PUC staff said the program has received more than a dozen applications, representing almost 50 separate projects and totaling $1.5 billion, since it was launched in May. An additional 35 applications have been started but not yet submitted. 

Grants are contingent on OEGP funding availability, mutual agreement to the terms and conditions in their respective grant agreement, and their adherence to the terms and conditions set forth in their respective grant agreements. The PUC will enter into grant agreements with applicants for selected eligible projects until the program’s funds are exhausted. 

The commission already has granted two loans under the TEF’s centerpiece, the in-ERCOT program created to build dispatchable generation. The program is allocated half of the TEF’s $10 billion funds. (See NRG Energy Secures $216M Loan from TEF.) 

CenterPoint Resiliency Plan Approved

The PUC approved a modified version of CenterPoint Energy’s $3.18 billion system resiliency plan, directing the utility to defer $217 million in cost recovery until 2029 for several resiliency measures related to strategic undergrounding, distribution pole replacements and vegetation management (57579). 

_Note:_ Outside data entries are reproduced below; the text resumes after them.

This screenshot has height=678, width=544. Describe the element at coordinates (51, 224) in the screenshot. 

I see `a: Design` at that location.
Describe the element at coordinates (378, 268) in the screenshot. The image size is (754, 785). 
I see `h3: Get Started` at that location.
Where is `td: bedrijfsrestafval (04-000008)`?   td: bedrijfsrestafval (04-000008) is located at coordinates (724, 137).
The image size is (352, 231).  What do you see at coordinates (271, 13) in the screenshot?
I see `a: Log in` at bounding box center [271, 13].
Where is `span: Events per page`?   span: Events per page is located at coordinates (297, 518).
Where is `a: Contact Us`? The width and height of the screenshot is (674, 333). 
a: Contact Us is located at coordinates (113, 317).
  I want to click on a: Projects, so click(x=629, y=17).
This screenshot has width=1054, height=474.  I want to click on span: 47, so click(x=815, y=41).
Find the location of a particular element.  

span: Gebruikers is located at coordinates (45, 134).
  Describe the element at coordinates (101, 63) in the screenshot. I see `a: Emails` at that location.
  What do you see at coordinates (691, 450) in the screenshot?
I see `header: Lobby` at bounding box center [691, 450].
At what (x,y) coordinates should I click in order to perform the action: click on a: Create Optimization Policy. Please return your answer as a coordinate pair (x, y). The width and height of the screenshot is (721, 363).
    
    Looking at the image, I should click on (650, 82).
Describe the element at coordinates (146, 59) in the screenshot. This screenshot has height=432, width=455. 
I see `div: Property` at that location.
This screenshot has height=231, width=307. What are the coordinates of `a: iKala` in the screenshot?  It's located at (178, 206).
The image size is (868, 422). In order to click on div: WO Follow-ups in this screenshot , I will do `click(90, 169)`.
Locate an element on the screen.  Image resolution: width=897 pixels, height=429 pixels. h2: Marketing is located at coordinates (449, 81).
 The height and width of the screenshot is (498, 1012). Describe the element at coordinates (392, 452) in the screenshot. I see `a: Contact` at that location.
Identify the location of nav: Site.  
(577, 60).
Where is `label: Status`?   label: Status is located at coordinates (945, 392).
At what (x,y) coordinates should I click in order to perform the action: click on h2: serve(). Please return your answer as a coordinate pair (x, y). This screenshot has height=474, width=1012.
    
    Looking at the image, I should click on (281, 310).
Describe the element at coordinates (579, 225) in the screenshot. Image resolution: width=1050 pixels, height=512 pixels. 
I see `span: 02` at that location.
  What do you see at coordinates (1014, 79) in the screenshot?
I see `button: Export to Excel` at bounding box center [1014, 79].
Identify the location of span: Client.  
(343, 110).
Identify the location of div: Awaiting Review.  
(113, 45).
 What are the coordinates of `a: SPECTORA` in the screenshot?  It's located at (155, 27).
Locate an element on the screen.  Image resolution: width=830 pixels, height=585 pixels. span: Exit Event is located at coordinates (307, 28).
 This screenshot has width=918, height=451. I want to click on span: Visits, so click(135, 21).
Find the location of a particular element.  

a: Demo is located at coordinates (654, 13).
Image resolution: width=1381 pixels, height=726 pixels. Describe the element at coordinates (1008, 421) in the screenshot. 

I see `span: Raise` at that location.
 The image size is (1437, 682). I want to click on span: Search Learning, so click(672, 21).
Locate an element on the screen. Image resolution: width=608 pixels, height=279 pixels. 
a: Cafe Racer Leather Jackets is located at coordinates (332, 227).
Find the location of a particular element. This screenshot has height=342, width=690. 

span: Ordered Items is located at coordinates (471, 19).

CenterPoint originally proposed a $5.75 billion resiliency plan. However, it reached a settlement with commission staff, the Office of Public Utility Counsel, several Houston-area cities and other intervenors that reduced the plan’s costs. 

A new state law requires Texas utilities to file annual resiliency plans. CenterPoint drew anger from residents and politicians last year after Hurricane Beryl left 2.2 million of its customers without power. 

The commission also: 

    • Approved an amended rule that removes the exemption currently preventing a generation company controlling less than 5% of ERCOT’s total installed capacity from being considered to have market power (58379). 
    • Agreed with staff’s recommendation to hold two workshops Sept. 2. The morning workshop will involve a rulemaking for net metering arrangements for large loads co-located with an existing generation resource. The afternoon workshop will take on a rulemaking that establishes large-load forecasting criteria.